Unless this lichen is fertile it is very difficult to locate. It grows over liverwort and moss leaves on trunks, branches and rocks in humid ravines and in woodlands as a translucent grey to greenish grey film. When fertile it’s unusual spherical to top shaped brown to brown-black fruits on a short furrowed stalk readily mark it out from other lichens. Under the microscope the very long thin spores (up to 200 microns long by 2 microns wide) and eight per ascus are also characteristic.
Photo: R G Woods
It overgrows or may be parasitic on moss and liverwort leaves on tree trunks, branches and on boulders and rarely on the ground in very humid places such as beside streams and lakes.
Very scattered and with few Welsh records, all probably from within the Snowdonia National Park.

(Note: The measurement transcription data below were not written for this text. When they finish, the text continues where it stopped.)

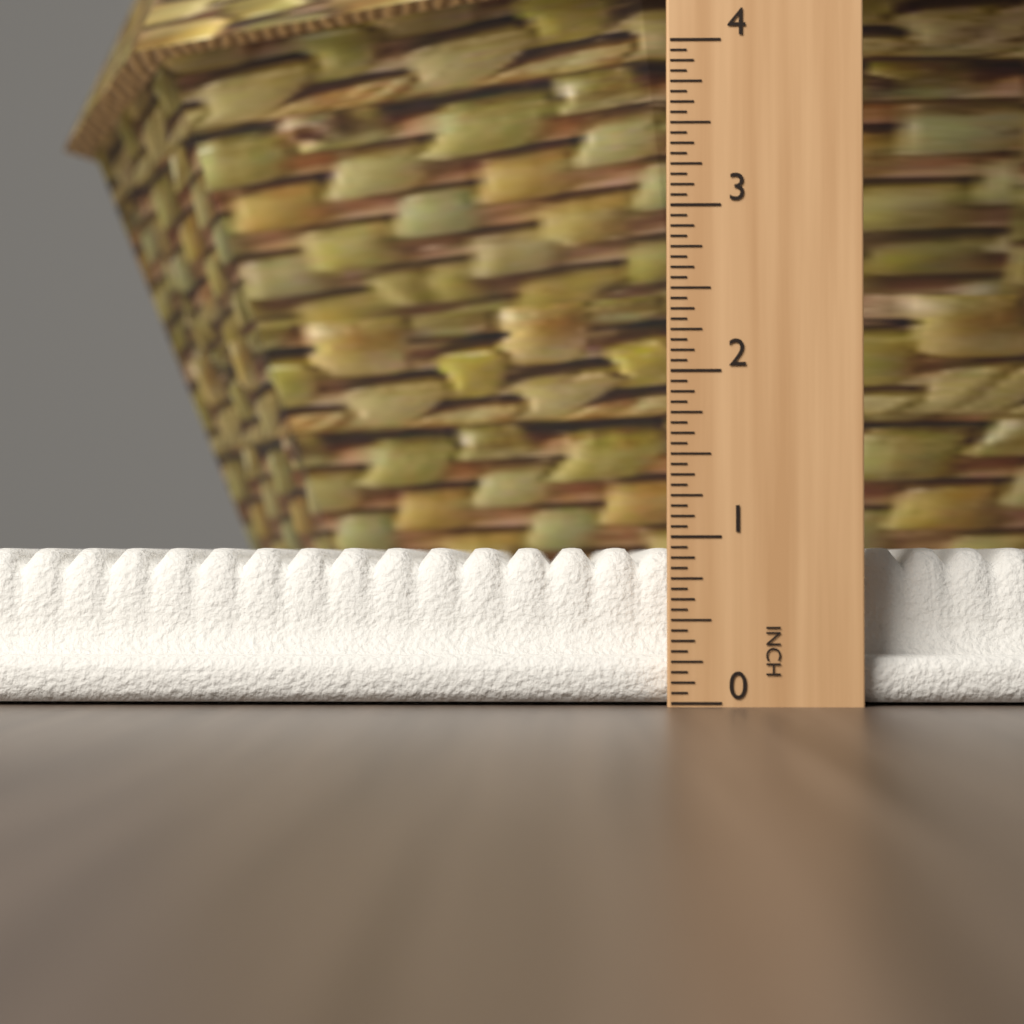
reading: 0.9375 in
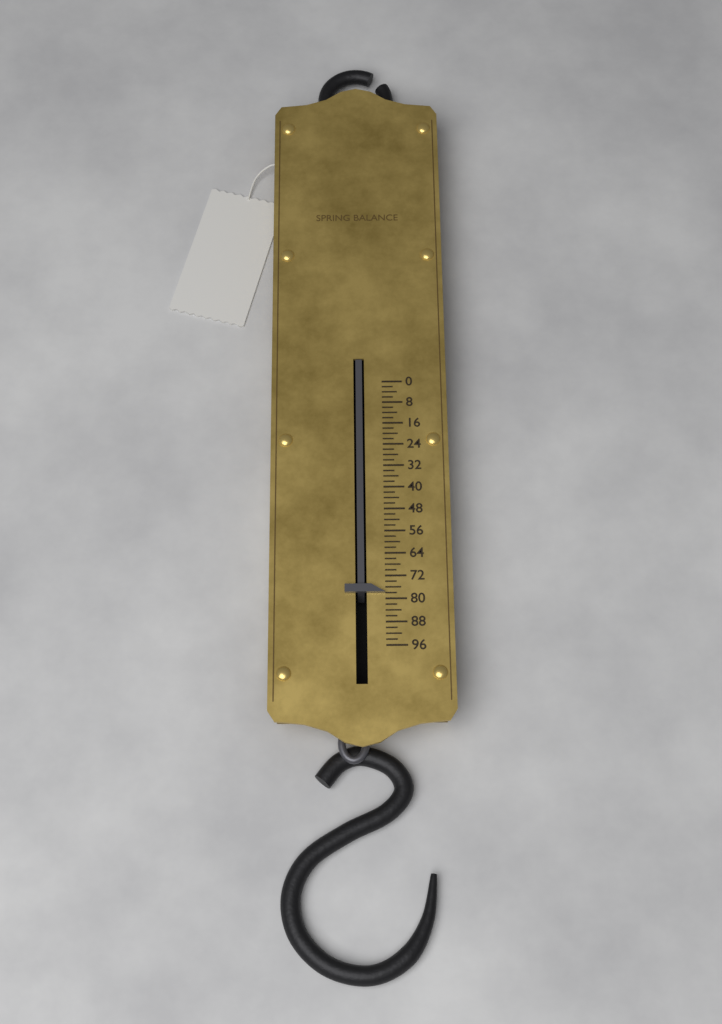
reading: 78 (no unit)
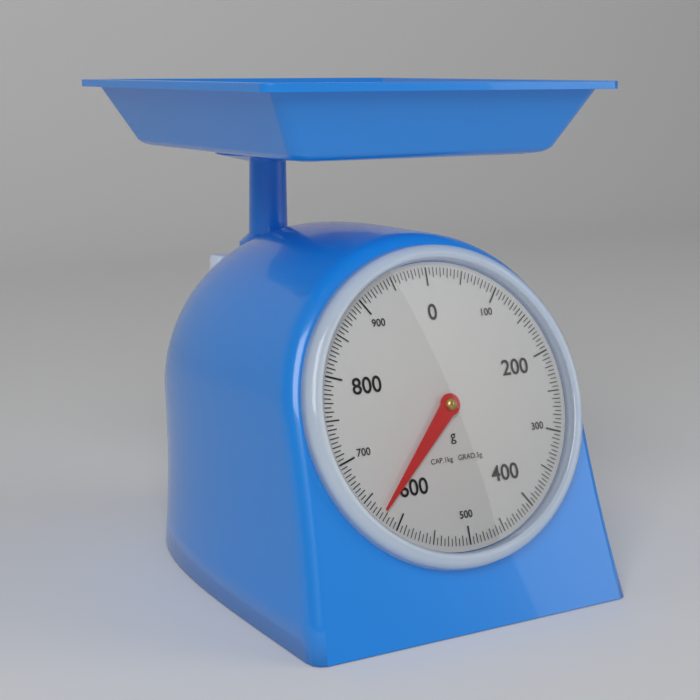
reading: 625 g
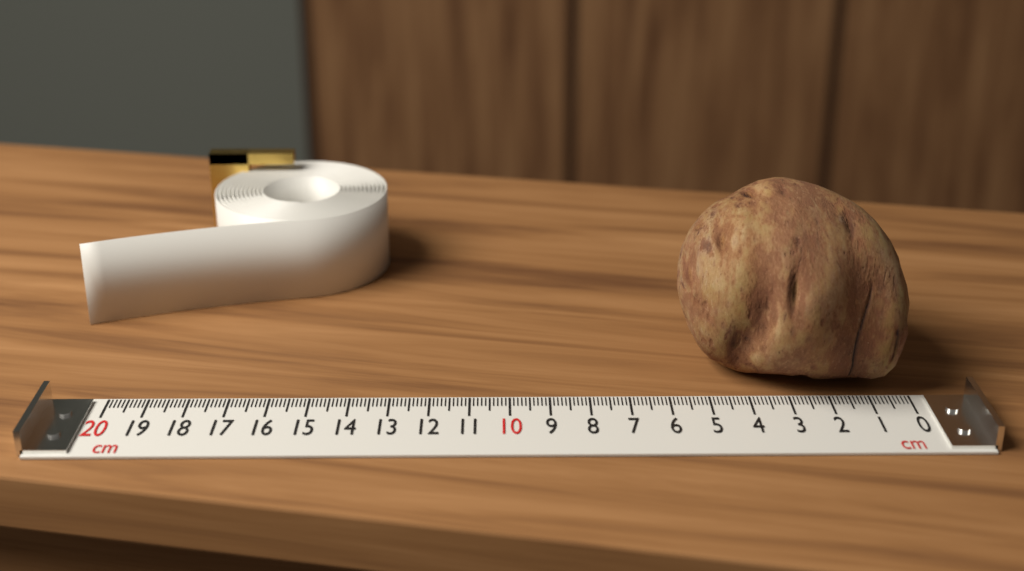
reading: 5.6 cm
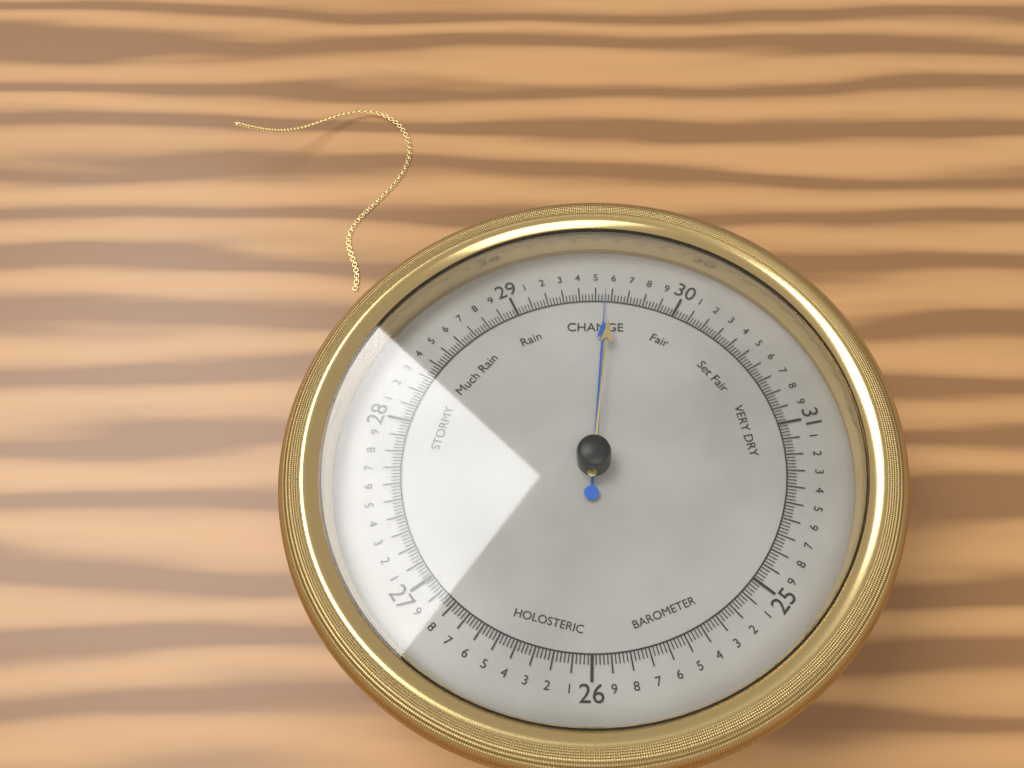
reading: 29.56 (no unit)
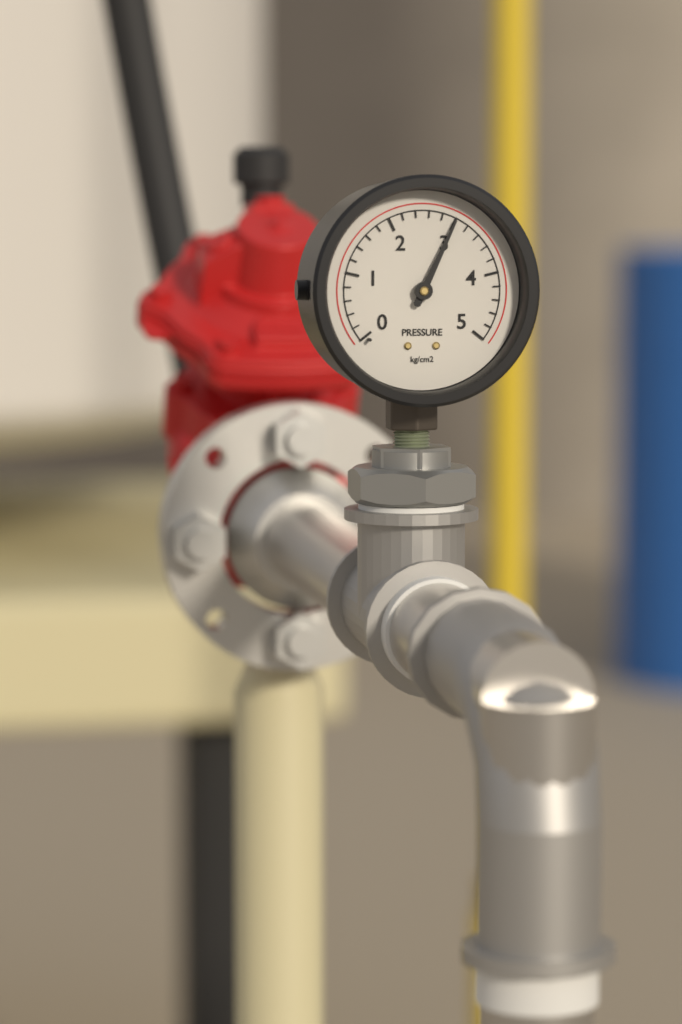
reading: 3.0 kg/cm2
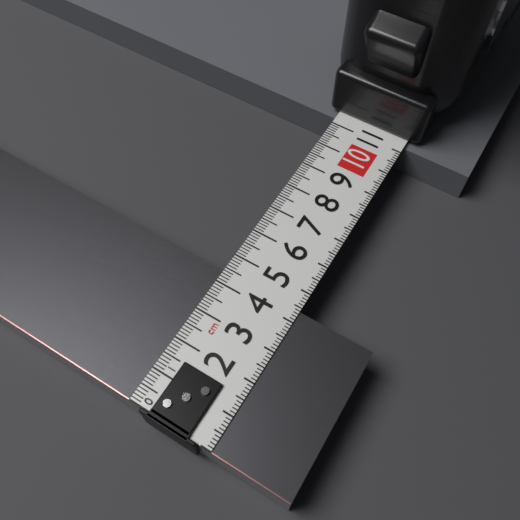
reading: 4.4 cm
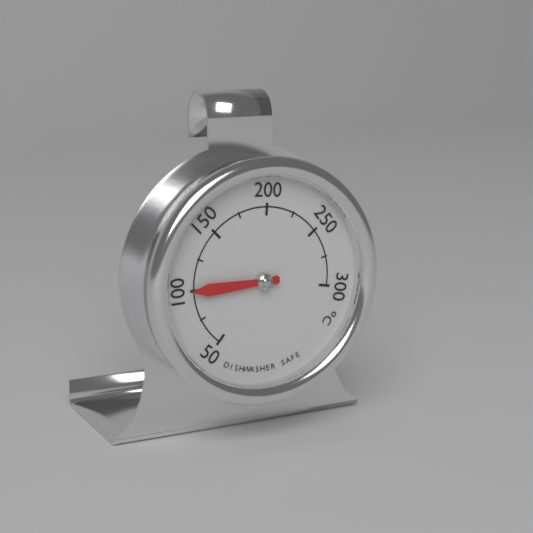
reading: 100 °C
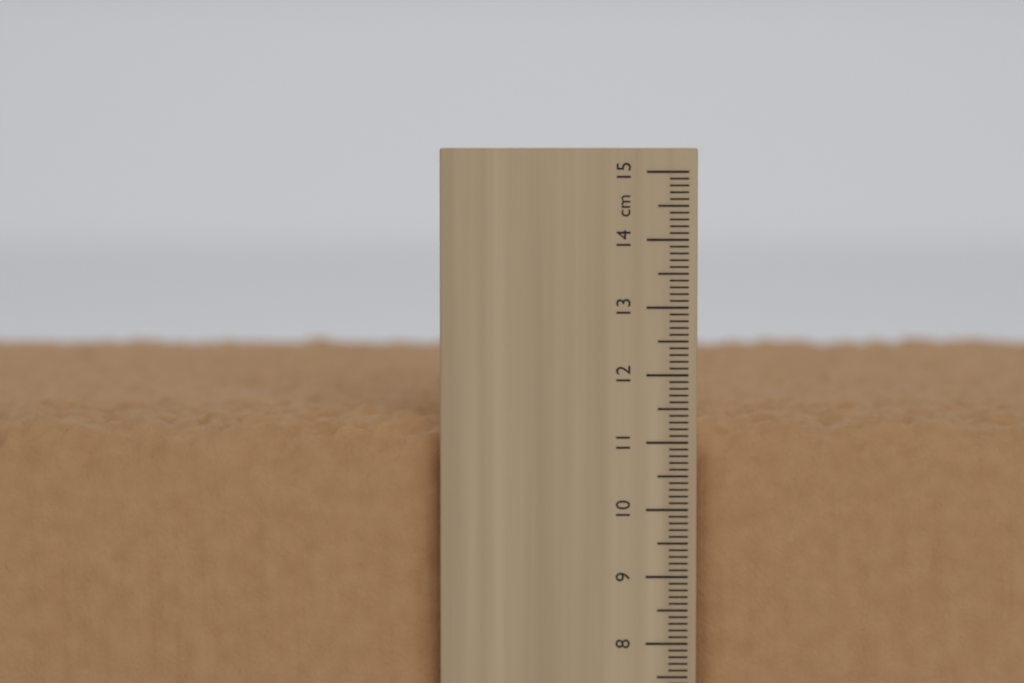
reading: 11.4 cm
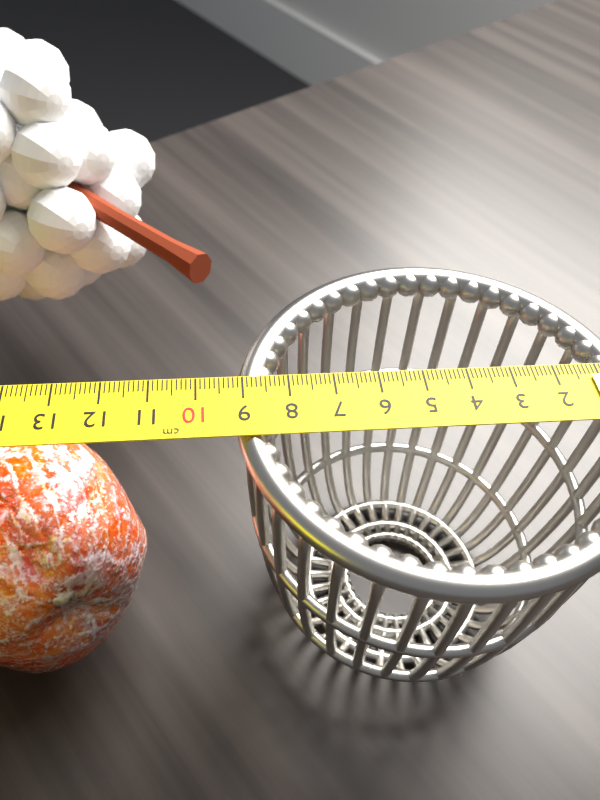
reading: 9.2 cm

The only localised record traced is of Peter James who found it on an old oak near the stream at Benglog, NE of Dolgellau in 1960. (Lichenologist 1:273). Pentecost (1987) records it from SH 61, 82, 83 and 93. When not fertile it is easily overlooked but should be sought in humid ravines. It is not known from England. In Scotland it is most frequent in the Western Highlands and in Ireland is confined to the west coast. Elsewhere it occurs along the West Atlantic seaboard of Europe, in Macronesia, North and South America and Hawaii.
Little is known of its biology or the size of its disjunct Welsh population that is at the southern edge of its British distribution. It may be sensitive to acidic atmospheric pollutants so confining it to some of the least polluted sites in Wales, though these sites may also be some of the most humid. Any tree felling that opens up the canopy could threaten this species as could the dense shade created by ivy, holly, rhododendron if allowed to grow unchecked.
Because of its relatively widespread occurrence in Western Scotland it is considered to be Near Threatened in Britain as a whole, whilst in Wales it should probably be considered to be Critically Endangered, though may have been overlooked, particularly if sterile.
British populations are considered to be of internatiopnal
Pentecost, A (1987). The lichen flora of Gwynydd. Lichenologist 19:1-166.